Indeed, the “Western notion of federalism rooted in the
Roman idea, of varied peoples pooling together select political power as
foederatis makes little sense in the Indian context- our model is of singular
all-pervading Brahman manifesting itself in many forms by declaring ‘May I be
many, may I grow forth’ instead of preexisting bits and pieces of agglomerating
together”.
Offering a compelling logic, the authors present Dr.
Ambedkar’s note on the 1956 SRC entitled “Thoughts on Linguistic States”. He
wrote, “The formation of Linguistic States, although essential, cannot be
decided by any sort of hooliganism. Nor must it be solved in a manner that will
serve party interest. It must be solved by cold-blooded reasoning”.
Suggesting an alternative foundation, the authors have come up with the idea of
“One Language One State”.
Forwarded by Dr. Murli Manohar Joshi, the 245-page book
comprising five chapters offers prescriptive solutions and an actionable plan
for India aspiring to rediscover, reclaim its civilizational identity. Presenting
a clear distinction in the end goals of a nation state and a civilizational
state, rooted in a Dharmic foundation, the authors provide a blueprint that
necessitates the reorganisation of States and a new constitution that resonates
with the values and aspirations of people.

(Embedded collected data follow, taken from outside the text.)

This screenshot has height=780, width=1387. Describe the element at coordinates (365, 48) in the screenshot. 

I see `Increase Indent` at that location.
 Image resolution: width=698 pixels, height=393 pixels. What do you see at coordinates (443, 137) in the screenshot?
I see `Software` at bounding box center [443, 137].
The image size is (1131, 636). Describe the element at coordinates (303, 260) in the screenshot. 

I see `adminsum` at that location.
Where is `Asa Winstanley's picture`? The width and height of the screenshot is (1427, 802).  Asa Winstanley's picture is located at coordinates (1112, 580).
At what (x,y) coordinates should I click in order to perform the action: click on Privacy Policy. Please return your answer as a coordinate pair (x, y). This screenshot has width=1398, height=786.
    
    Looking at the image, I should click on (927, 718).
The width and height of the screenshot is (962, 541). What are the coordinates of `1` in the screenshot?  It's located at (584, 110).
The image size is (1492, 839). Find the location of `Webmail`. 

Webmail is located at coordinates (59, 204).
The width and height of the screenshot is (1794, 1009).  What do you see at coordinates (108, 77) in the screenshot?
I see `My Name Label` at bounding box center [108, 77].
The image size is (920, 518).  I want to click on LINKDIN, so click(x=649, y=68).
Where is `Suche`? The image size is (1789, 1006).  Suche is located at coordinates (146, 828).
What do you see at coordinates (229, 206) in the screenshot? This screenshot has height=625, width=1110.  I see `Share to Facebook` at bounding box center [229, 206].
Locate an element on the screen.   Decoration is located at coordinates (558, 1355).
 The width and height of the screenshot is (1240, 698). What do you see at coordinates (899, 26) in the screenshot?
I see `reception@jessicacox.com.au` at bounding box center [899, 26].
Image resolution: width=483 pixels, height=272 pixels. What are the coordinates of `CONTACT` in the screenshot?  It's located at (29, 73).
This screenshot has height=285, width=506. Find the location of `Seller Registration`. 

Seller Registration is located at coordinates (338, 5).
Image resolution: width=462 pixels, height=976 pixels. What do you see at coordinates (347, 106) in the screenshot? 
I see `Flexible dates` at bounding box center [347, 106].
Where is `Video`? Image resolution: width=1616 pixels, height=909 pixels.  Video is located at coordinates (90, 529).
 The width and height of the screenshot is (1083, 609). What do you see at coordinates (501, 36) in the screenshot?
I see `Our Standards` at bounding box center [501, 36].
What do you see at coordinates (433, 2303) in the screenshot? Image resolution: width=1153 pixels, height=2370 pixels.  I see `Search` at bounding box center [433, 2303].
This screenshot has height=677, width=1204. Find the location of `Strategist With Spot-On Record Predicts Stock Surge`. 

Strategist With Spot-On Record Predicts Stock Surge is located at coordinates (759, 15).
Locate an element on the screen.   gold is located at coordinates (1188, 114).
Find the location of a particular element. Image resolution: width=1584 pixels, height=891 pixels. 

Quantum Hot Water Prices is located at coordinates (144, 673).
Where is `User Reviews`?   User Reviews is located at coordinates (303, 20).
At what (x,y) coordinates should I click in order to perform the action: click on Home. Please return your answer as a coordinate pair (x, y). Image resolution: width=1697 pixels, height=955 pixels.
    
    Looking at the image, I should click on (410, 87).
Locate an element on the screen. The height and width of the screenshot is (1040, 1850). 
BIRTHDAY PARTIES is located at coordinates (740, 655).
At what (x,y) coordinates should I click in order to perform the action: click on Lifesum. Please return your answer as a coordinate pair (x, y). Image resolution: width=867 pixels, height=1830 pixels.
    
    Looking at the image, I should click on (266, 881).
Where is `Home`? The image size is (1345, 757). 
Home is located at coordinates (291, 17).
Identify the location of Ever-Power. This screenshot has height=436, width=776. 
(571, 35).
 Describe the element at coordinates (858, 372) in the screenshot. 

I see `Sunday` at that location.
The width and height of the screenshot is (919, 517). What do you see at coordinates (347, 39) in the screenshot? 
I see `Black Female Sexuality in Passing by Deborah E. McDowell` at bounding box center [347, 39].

Historically, Bharat had small states, and the new model of
75 states aligns with the time-tested idea that uncompromisingly nurtures
diversity, which is the essence of our civilisation. With a nationalist
dispensation at the helm, India is going through a silent churn. The
dispassionate visionary blueprint etched out by the authors to make India a
better democracy deserves huge applause. The roadmap is reflective of their
desire in India’s emergence as a civilisation state. The book is timely and a must-read.